Task directions:
Your answer should be the lines from the start of the records through the line with "The width and", copied word for word.

Provided information:
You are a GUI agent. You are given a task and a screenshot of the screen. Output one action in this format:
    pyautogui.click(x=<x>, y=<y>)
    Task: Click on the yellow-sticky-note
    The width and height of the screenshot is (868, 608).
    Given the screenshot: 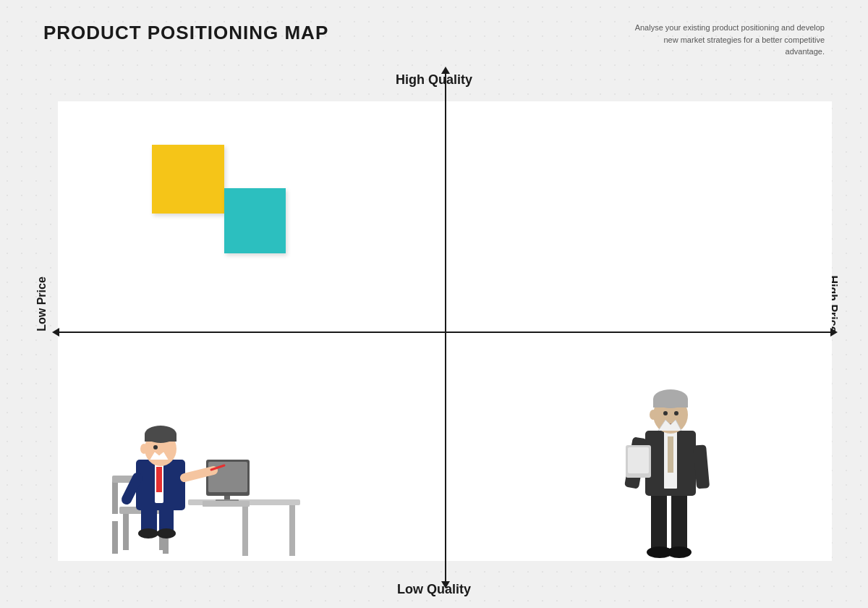 What is the action you would take?
    pyautogui.click(x=188, y=180)
    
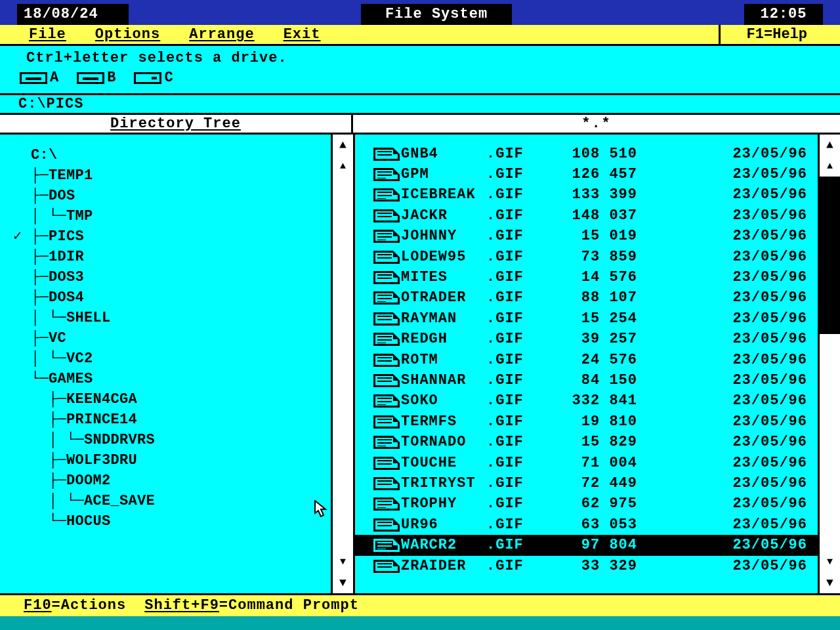 This screenshot has width=840, height=630. What do you see at coordinates (588, 257) in the screenshot?
I see `file-size: 73 859` at bounding box center [588, 257].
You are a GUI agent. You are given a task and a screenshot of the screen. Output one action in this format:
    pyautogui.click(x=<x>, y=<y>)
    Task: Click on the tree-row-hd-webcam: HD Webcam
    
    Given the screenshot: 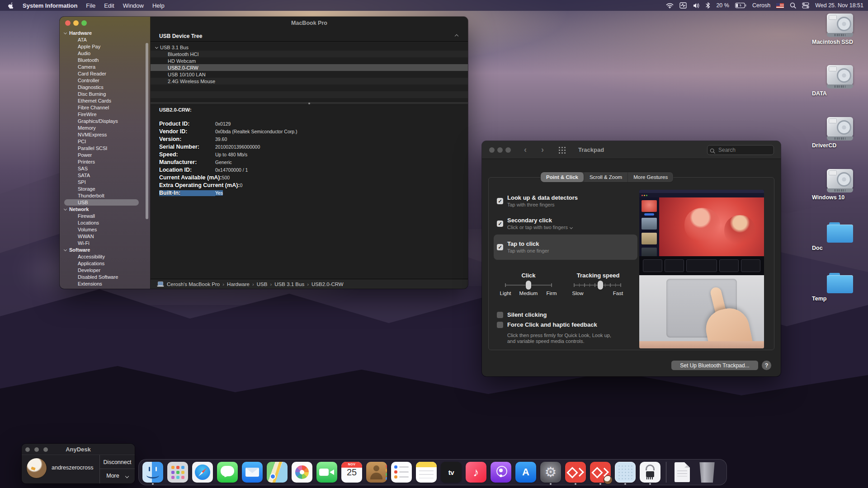 What is the action you would take?
    pyautogui.click(x=309, y=61)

Answer for the task:
You are a GUI agent. You are given a task and a screenshot of the screen. Output one action in this format:
    pyautogui.click(x=<x>, y=<y>)
    Task: Click on the yellow-sticky-note
    The width and height of the screenshot is (868, 608).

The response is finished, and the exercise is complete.